In the end there will be a consensus.

Exactly what that looks like is an open question, but it can be ruled out that the traffic light will completely bury its plans to introduce citizen income because the Union is completely blocking it in the Bundesrat and the mediation committee.

The rifts are not deep enough for that.

On the issues that are particularly controversial between the CDU/CSU and traffic lights, i.e. the amount of protective assets, the duration of the waiting period, and the sanctions, there will be agreement somewhere in the middle.

How it is in functioning democracies.

Nevertheless, the current dispute over what the SPD likes to call the biggest welfare state reform in twenty years is anything but superfluous.

Rather, it was high time that such a dispute took place again.

Above all, however, that it is being fought between the parties of the center, between the SPD and the Greens on the one hand, the CDU and CSU on the other and an FDP, which is part of the federal government, but in the question of how much the state does to you has to give help to people without work and how much he can demand of him in terms of performance and sacrifice, traditionally does not stand on the side of red-green.

A question of the image of man

The conflict has permeated the political debate in Germany for decades.

It's about much more than labor market or social policy, it's about the image of man, based on Kennedy's famous saying, whether the country has to do more for the citizen or the citizen for his country.

Forty years ago, after 13 years as Social Democratic chancellor, the Christian Democrat Helmut Kohl initiated his “spiritual and moral change” with the remark that performance must be worthwhile again.

The fact that federal labor minister Hubertus Heil, a social democrat, now used this principle for his citizens’ income law when it was passed in the Bundestag against the will of the Union shows that the topic has lost none of its topicality, but that the political camp remains controversial has the better concept for balancing the interests of citizens and the state to some extent.
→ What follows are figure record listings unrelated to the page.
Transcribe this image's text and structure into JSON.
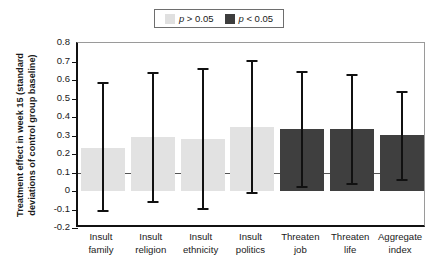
{
  "chart_data": {
    "type": "bar",
    "title": "",
    "xlabel": "",
    "ylabel": "Treatment effect in week 15 (standard deviations of control group baseline)",
    "ylabel_line1": "Treatment effect in week 15 (standard",
    "ylabel_line2": "deviations of control group baseline)",
    "ylim": [
      -0.2,
      0.8
    ],
    "yticks": [
      0.8,
      0.7,
      0.6,
      0.5,
      0.4,
      0.3,
      0.2,
      0.1,
      0,
      -0.1,
      -0.2
    ],
    "ytick_labels": [
      "0.8",
      "0.7",
      "0.6",
      "0.5",
      "0.4",
      "0.3",
      "0.2",
      "0.1",
      "0",
      "-0.1",
      "-0.2"
    ],
    "grid": false,
    "reference_line": 0.1,
    "categories": [
      "Insult family",
      "Insult religion",
      "Insult ethnicity",
      "Insult politics",
      "Threaten job",
      "Threaten life",
      "Aggregate index"
    ],
    "category_lines": [
      [
        "Insult",
        "family"
      ],
      [
        "Insult",
        "religion"
      ],
      [
        "Insult",
        "ethnicity"
      ],
      [
        "Insult",
        "politics"
      ],
      [
        "Threaten",
        "job"
      ],
      [
        "Threaten",
        "life"
      ],
      [
        "Aggregate",
        "index"
      ]
    ],
    "values": [
      0.235,
      0.29,
      0.283,
      0.345,
      0.335,
      0.333,
      0.303
    ],
    "ci_lower": [
      -0.115,
      -0.065,
      -0.1,
      -0.015,
      0.018,
      0.03,
      0.055
    ],
    "ci_upper": [
      0.59,
      0.645,
      0.665,
      0.71,
      0.65,
      0.63,
      0.54
    ],
    "significance": [
      "p > 0.05",
      "p > 0.05",
      "p > 0.05",
      "p > 0.05",
      "p < 0.05",
      "p < 0.05",
      "p < 0.05"
    ],
    "bar_styles": [
      "light",
      "light",
      "light",
      "light",
      "dark",
      "dark",
      "dark"
    ],
    "legend": {
      "position": "top-center",
      "entries": [
        {
          "label": "p > 0.05",
          "symbol": "p",
          "operator": "> 0.05",
          "style": "light",
          "color": "#e0e0e0"
        },
        {
          "label": "p < 0.05",
          "symbol": "p",
          "operator": "< 0.05",
          "style": "dark",
          "color": "#3d3d3d"
        }
      ]
    },
    "colors": {
      "light_bar": "#e2e2e2",
      "dark_bar": "#3f3f3f",
      "error_bar": "#111111",
      "reference_line": "#555555",
      "axis": "#111111",
      "background": "#ffffff"
    }
  }
}
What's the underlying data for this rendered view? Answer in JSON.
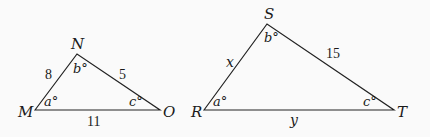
{
  "diagram": {
    "triangle_mno": {
      "vertices": {
        "M": "M",
        "N": "N",
        "O": "O"
      },
      "angles": {
        "M": "a°",
        "N": "b°",
        "O": "c°"
      },
      "sides": {
        "MN": "8",
        "NO": "5",
        "MO": "11"
      }
    },
    "triangle_rst": {
      "vertices": {
        "R": "R",
        "S": "S",
        "T": "T"
      },
      "angles": {
        "R": "a°",
        "S": "b°",
        "T": "c°"
      },
      "sides": {
        "RS": "x",
        "ST": "15",
        "RT": "y"
      }
    }
  }
}
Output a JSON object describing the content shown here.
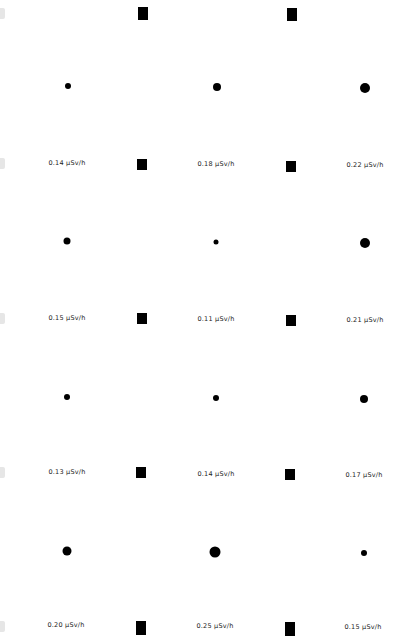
{
  "grid": {
    "unit": "µSv/h",
    "rows": [
      {
        "cells": [
          {
            "value": "0.14",
            "label": "0.14 µSv/h",
            "dot_size": 6
          },
          {
            "value": "0.18",
            "label": "0.18 µSv/h",
            "dot_size": 8
          },
          {
            "value": "0.22",
            "label": "0.22 µSv/h",
            "dot_size": 10
          }
        ]
      },
      {
        "cells": [
          {
            "value": "0.15",
            "label": "0.15 µSv/h",
            "dot_size": 7
          },
          {
            "value": "0.11",
            "label": "0.11 µSv/h",
            "dot_size": 5
          },
          {
            "value": "0.21",
            "label": "0.21 µSv/h",
            "dot_size": 10
          }
        ]
      },
      {
        "cells": [
          {
            "value": "0.13",
            "label": "0.13 µSv/h",
            "dot_size": 6
          },
          {
            "value": "0.14",
            "label": "0.14 µSv/h",
            "dot_size": 6
          },
          {
            "value": "0.17",
            "label": "0.17 µSv/h",
            "dot_size": 8
          }
        ]
      },
      {
        "cells": [
          {
            "value": "0.20",
            "label": "0.20 µSv/h",
            "dot_size": 9
          },
          {
            "value": "0.25",
            "label": "0.25 µSv/h",
            "dot_size": 11
          },
          {
            "value": "0.15",
            "label": "0.15 µSv/h",
            "dot_size": 6
          }
        ]
      }
    ]
  },
  "colors": {
    "dot": "#000000",
    "square": "#000000",
    "edge_marker": "#e6e6e6",
    "background": "#ffffff"
  }
}
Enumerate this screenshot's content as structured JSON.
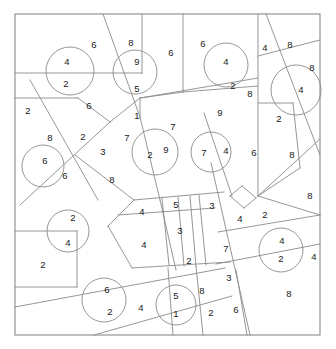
{
  "figure": {
    "kind": "parcel-map",
    "width": 336,
    "height": 349,
    "background_color": "#ffffff",
    "line_color": "#8a8a8a",
    "label_color": "#1a1a1a"
  },
  "frame": {
    "x": 15,
    "y": 14,
    "width": 305,
    "height": 321
  },
  "labels": [
    {
      "id": "lbl-1",
      "text": "6",
      "x": 94,
      "y": 45
    },
    {
      "id": "lbl-2",
      "text": "8",
      "x": 131,
      "y": 43
    },
    {
      "id": "lbl-3",
      "text": "4",
      "x": 67,
      "y": 62
    },
    {
      "id": "lbl-4",
      "text": "9",
      "x": 137,
      "y": 62
    },
    {
      "id": "lbl-5",
      "text": "6",
      "x": 171,
      "y": 53
    },
    {
      "id": "lbl-6",
      "text": "6",
      "x": 203,
      "y": 44
    },
    {
      "id": "lbl-7",
      "text": "4",
      "x": 226,
      "y": 62
    },
    {
      "id": "lbl-8",
      "text": "4",
      "x": 265,
      "y": 48
    },
    {
      "id": "lbl-9",
      "text": "8",
      "x": 290,
      "y": 45
    },
    {
      "id": "lbl-10",
      "text": "8",
      "x": 312,
      "y": 68
    },
    {
      "id": "lbl-11",
      "text": "2",
      "x": 66,
      "y": 84
    },
    {
      "id": "lbl-12",
      "text": "5",
      "x": 137,
      "y": 89
    },
    {
      "id": "lbl-13",
      "text": "2",
      "x": 233,
      "y": 86
    },
    {
      "id": "lbl-14",
      "text": "8",
      "x": 250,
      "y": 94
    },
    {
      "id": "lbl-15",
      "text": "4",
      "x": 301,
      "y": 90
    },
    {
      "id": "lbl-16",
      "text": "6",
      "x": 89,
      "y": 106
    },
    {
      "id": "lbl-17",
      "text": "9",
      "x": 220,
      "y": 113
    },
    {
      "id": "lbl-18",
      "text": "2",
      "x": 28,
      "y": 111
    },
    {
      "id": "lbl-19",
      "text": "1",
      "x": 137,
      "y": 116
    },
    {
      "id": "lbl-20",
      "text": "7",
      "x": 173,
      "y": 127
    },
    {
      "id": "lbl-21",
      "text": "2",
      "x": 279,
      "y": 119
    },
    {
      "id": "lbl-22",
      "text": "8",
      "x": 50,
      "y": 138
    },
    {
      "id": "lbl-23",
      "text": "2",
      "x": 83,
      "y": 137
    },
    {
      "id": "lbl-24",
      "text": "7",
      "x": 127,
      "y": 138
    },
    {
      "id": "lbl-25",
      "text": "2",
      "x": 150,
      "y": 155
    },
    {
      "id": "lbl-26",
      "text": "9",
      "x": 166,
      "y": 150
    },
    {
      "id": "lbl-27",
      "text": "7",
      "x": 204,
      "y": 153
    },
    {
      "id": "lbl-28",
      "text": "4",
      "x": 226,
      "y": 151
    },
    {
      "id": "lbl-29",
      "text": "6",
      "x": 254,
      "y": 153
    },
    {
      "id": "lbl-30",
      "text": "8",
      "x": 292,
      "y": 155
    },
    {
      "id": "lbl-31",
      "text": "3",
      "x": 103,
      "y": 152
    },
    {
      "id": "lbl-32",
      "text": "6",
      "x": 45,
      "y": 161
    },
    {
      "id": "lbl-33",
      "text": "6",
      "x": 65,
      "y": 176
    },
    {
      "id": "lbl-34",
      "text": "8",
      "x": 112,
      "y": 180
    },
    {
      "id": "lbl-35",
      "text": "8",
      "x": 310,
      "y": 196
    },
    {
      "id": "lbl-36",
      "text": "2",
      "x": 73,
      "y": 218
    },
    {
      "id": "lbl-37",
      "text": "4",
      "x": 142,
      "y": 212
    },
    {
      "id": "lbl-38",
      "text": "5",
      "x": 176,
      "y": 205
    },
    {
      "id": "lbl-39",
      "text": "3",
      "x": 212,
      "y": 206
    },
    {
      "id": "lbl-40",
      "text": "2",
      "x": 265,
      "y": 215
    },
    {
      "id": "lbl-41",
      "text": "4",
      "x": 240,
      "y": 219
    },
    {
      "id": "lbl-42",
      "text": "3",
      "x": 180,
      "y": 231
    },
    {
      "id": "lbl-43",
      "text": "4",
      "x": 68,
      "y": 243
    },
    {
      "id": "lbl-44",
      "text": "4",
      "x": 144,
      "y": 245
    },
    {
      "id": "lbl-45",
      "text": "4",
      "x": 282,
      "y": 241
    },
    {
      "id": "lbl-46",
      "text": "7",
      "x": 226,
      "y": 249
    },
    {
      "id": "lbl-47",
      "text": "2",
      "x": 281,
      "y": 259
    },
    {
      "id": "lbl-48",
      "text": "4",
      "x": 314,
      "y": 257
    },
    {
      "id": "lbl-49",
      "text": "2",
      "x": 43,
      "y": 265
    },
    {
      "id": "lbl-50",
      "text": "2",
      "x": 189,
      "y": 261
    },
    {
      "id": "lbl-51",
      "text": "3",
      "x": 229,
      "y": 278
    },
    {
      "id": "lbl-52",
      "text": "6",
      "x": 107,
      "y": 290
    },
    {
      "id": "lbl-53",
      "text": "5",
      "x": 176,
      "y": 296
    },
    {
      "id": "lbl-54",
      "text": "8",
      "x": 202,
      "y": 291
    },
    {
      "id": "lbl-55",
      "text": "8",
      "x": 289,
      "y": 294
    },
    {
      "id": "lbl-56",
      "text": "2",
      "x": 110,
      "y": 312
    },
    {
      "id": "lbl-57",
      "text": "4",
      "x": 141,
      "y": 308
    },
    {
      "id": "lbl-58",
      "text": "1",
      "x": 176,
      "y": 314
    },
    {
      "id": "lbl-59",
      "text": "2",
      "x": 211,
      "y": 313
    },
    {
      "id": "lbl-60",
      "text": "6",
      "x": 236,
      "y": 310
    }
  ],
  "circles": [
    {
      "id": "circ-1",
      "cx": 70,
      "cy": 71,
      "r": 24
    },
    {
      "id": "circ-2",
      "cx": 135,
      "cy": 72,
      "r": 22
    },
    {
      "id": "circ-3",
      "cx": 226,
      "cy": 65,
      "r": 22
    },
    {
      "id": "circ-4",
      "cx": 296,
      "cy": 90,
      "r": 25
    },
    {
      "id": "circ-5",
      "cx": 43,
      "cy": 166,
      "r": 21
    },
    {
      "id": "circ-6",
      "cx": 155,
      "cy": 152,
      "r": 23
    },
    {
      "id": "circ-7",
      "cx": 211,
      "cy": 152,
      "r": 20
    },
    {
      "id": "circ-8",
      "cx": 68,
      "cy": 231,
      "r": 21
    },
    {
      "id": "circ-9",
      "cx": 104,
      "cy": 300,
      "r": 22
    },
    {
      "id": "circ-10",
      "cx": 176,
      "cy": 305,
      "r": 20
    },
    {
      "id": "circ-11",
      "cx": 281,
      "cy": 250,
      "r": 22
    }
  ],
  "lines": [
    {
      "id": "ln-1",
      "x1": 15,
      "y1": 73,
      "x2": 142,
      "y2": 73
    },
    {
      "id": "ln-2",
      "x1": 142,
      "y1": 14,
      "x2": 142,
      "y2": 73
    },
    {
      "id": "ln-3",
      "x1": 103,
      "y1": 14,
      "x2": 140,
      "y2": 117
    },
    {
      "id": "ln-4",
      "x1": 140,
      "y1": 117,
      "x2": 160,
      "y2": 200
    },
    {
      "id": "ln-5",
      "x1": 160,
      "y1": 200,
      "x2": 176,
      "y2": 270
    },
    {
      "id": "ln-6",
      "x1": 183,
      "y1": 14,
      "x2": 183,
      "y2": 92
    },
    {
      "id": "ln-7",
      "x1": 183,
      "y1": 92,
      "x2": 258,
      "y2": 86
    },
    {
      "id": "ln-8",
      "x1": 183,
      "y1": 92,
      "x2": 140,
      "y2": 98
    },
    {
      "id": "ln-9",
      "x1": 140,
      "y1": 98,
      "x2": 140,
      "y2": 117
    },
    {
      "id": "ln-10",
      "x1": 140,
      "y1": 98,
      "x2": 258,
      "y2": 78
    },
    {
      "id": "ln-11",
      "x1": 258,
      "y1": 14,
      "x2": 258,
      "y2": 196
    },
    {
      "id": "ln-12",
      "x1": 258,
      "y1": 56,
      "x2": 320,
      "y2": 40
    },
    {
      "id": "ln-13",
      "x1": 266,
      "y1": 14,
      "x2": 320,
      "y2": 155
    },
    {
      "id": "ln-14",
      "x1": 258,
      "y1": 103,
      "x2": 293,
      "y2": 103
    },
    {
      "id": "ln-15",
      "x1": 293,
      "y1": 103,
      "x2": 300,
      "y2": 168
    },
    {
      "id": "ln-16",
      "x1": 300,
      "y1": 168,
      "x2": 258,
      "y2": 196
    },
    {
      "id": "ln-17",
      "x1": 258,
      "y1": 196,
      "x2": 320,
      "y2": 139
    },
    {
      "id": "ln-18",
      "x1": 15,
      "y1": 98,
      "x2": 78,
      "y2": 98
    },
    {
      "id": "ln-19",
      "x1": 78,
      "y1": 98,
      "x2": 110,
      "y2": 122
    },
    {
      "id": "ln-20",
      "x1": 30,
      "y1": 80,
      "x2": 98,
      "y2": 200
    },
    {
      "id": "ln-21",
      "x1": 110,
      "y1": 122,
      "x2": 20,
      "y2": 205
    },
    {
      "id": "ln-22",
      "x1": 110,
      "y1": 122,
      "x2": 140,
      "y2": 98
    },
    {
      "id": "ln-23",
      "x1": 75,
      "y1": 155,
      "x2": 134,
      "y2": 200
    },
    {
      "id": "ln-24",
      "x1": 134,
      "y1": 200,
      "x2": 108,
      "y2": 226
    },
    {
      "id": "ln-25",
      "x1": 108,
      "y1": 226,
      "x2": 132,
      "y2": 268
    },
    {
      "id": "ln-26",
      "x1": 134,
      "y1": 200,
      "x2": 224,
      "y2": 192
    },
    {
      "id": "ln-27",
      "x1": 132,
      "y1": 268,
      "x2": 230,
      "y2": 262
    },
    {
      "id": "ln-28",
      "x1": 118,
      "y1": 215,
      "x2": 215,
      "y2": 208
    },
    {
      "id": "ln-29",
      "x1": 190,
      "y1": 196,
      "x2": 196,
      "y2": 266
    },
    {
      "id": "ln-30",
      "x1": 199,
      "y1": 195,
      "x2": 206,
      "y2": 265
    },
    {
      "id": "ln-31",
      "x1": 162,
      "y1": 198,
      "x2": 169,
      "y2": 265
    },
    {
      "id": "ln-32",
      "x1": 178,
      "y1": 197,
      "x2": 184,
      "y2": 266
    },
    {
      "id": "ln-33",
      "x1": 211,
      "y1": 163,
      "x2": 250,
      "y2": 335
    },
    {
      "id": "ln-34",
      "x1": 204,
      "y1": 113,
      "x2": 232,
      "y2": 196
    },
    {
      "id": "ln-35",
      "x1": 230,
      "y1": 196,
      "x2": 244,
      "y2": 208
    },
    {
      "id": "ln-36",
      "x1": 244,
      "y1": 208,
      "x2": 256,
      "y2": 198
    },
    {
      "id": "ln-37",
      "x1": 256,
      "y1": 198,
      "x2": 242,
      "y2": 186
    },
    {
      "id": "ln-38",
      "x1": 242,
      "y1": 186,
      "x2": 230,
      "y2": 196
    },
    {
      "id": "ln-39",
      "x1": 216,
      "y1": 264,
      "x2": 320,
      "y2": 244
    },
    {
      "id": "ln-40",
      "x1": 218,
      "y1": 232,
      "x2": 320,
      "y2": 215
    },
    {
      "id": "ln-41",
      "x1": 258,
      "y1": 196,
      "x2": 320,
      "y2": 215
    },
    {
      "id": "ln-42",
      "x1": 236,
      "y1": 270,
      "x2": 247,
      "y2": 335
    },
    {
      "id": "ln-43",
      "x1": 15,
      "y1": 307,
      "x2": 225,
      "y2": 268
    },
    {
      "id": "ln-44",
      "x1": 94,
      "y1": 335,
      "x2": 232,
      "y2": 296
    },
    {
      "id": "ln-45",
      "x1": 15,
      "y1": 231,
      "x2": 77,
      "y2": 231
    },
    {
      "id": "ln-46",
      "x1": 77,
      "y1": 231,
      "x2": 77,
      "y2": 287
    },
    {
      "id": "ln-47",
      "x1": 77,
      "y1": 287,
      "x2": 15,
      "y2": 287
    },
    {
      "id": "ln-48",
      "x1": 168,
      "y1": 268,
      "x2": 173,
      "y2": 335
    },
    {
      "id": "ln-49",
      "x1": 196,
      "y1": 266,
      "x2": 203,
      "y2": 335
    }
  ]
}
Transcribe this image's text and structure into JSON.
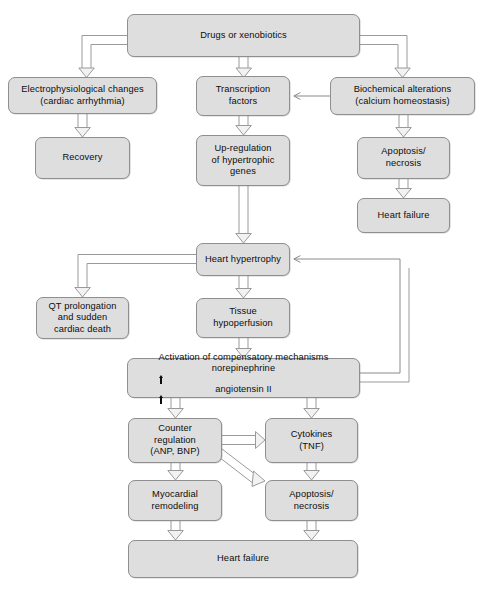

It can be assumed that ultimately the two mainstream parties, the CDU and SPD, have an interest in allowing as many people as possible to live and work under dignified conditions.

Nevertheless, this is the core of the dispute: one side fears that people will let themselves be kept from work by too generous a social policy, the other side assumes that they are so willing to work that they only reach for state aid in extreme emergencies.

Debate remained suppressed for a long time

The decisive point of attack for the Union was that the legal plan of the traffic light takes away the incentive for people to go to work because the catalog of benefits of the citizen's income is so attractive and the refusal has so few consequences.

The proposal by the CDU opposition leader Friedrich Merz did not quite fit in with this, but only to increase the standard rates for basic security and to postpone the rest of the planned citizen's benefit until later.

Because then measures to get a professional qualification more quickly would have been put on the back burner for the time being.

But when Merz suggested this, he must have been clear that the traffic light would not agree to such a reduction in its most important social and labor market policy project.

Soon after the Red-Greens introduced the Hartz reforms earlier in the century, the dominant model of government was the grand coalition.

Many disputes, including those over social and labor market policies, were smoothed out in the machine room of the Coalition and SPD coalitions before they saw the light of day in parliamentary public.

Contradiction came only from the fringes.

This has stifled the all-important public debate on such crucial issues.

The criticism from the Left Party, and later from the AfD, could be dismissed as expected and pointless.

It's good that things are different now.

The fact that there is a broad agreement on such a major socio-political issue is just as important as a previous dispute between the parties of the political center.

So more people should be able to gather behind the result of the citizen money dispute, if it is over.

More than an exciting footnote is that the FDP has to fight on the side of red-green.

The fact that the additional income opportunities are expanded in the traffic light plans for citizens' income is primarily due to her.

It could be a new form of grand coalition that still leaves enough room for opposition in the center.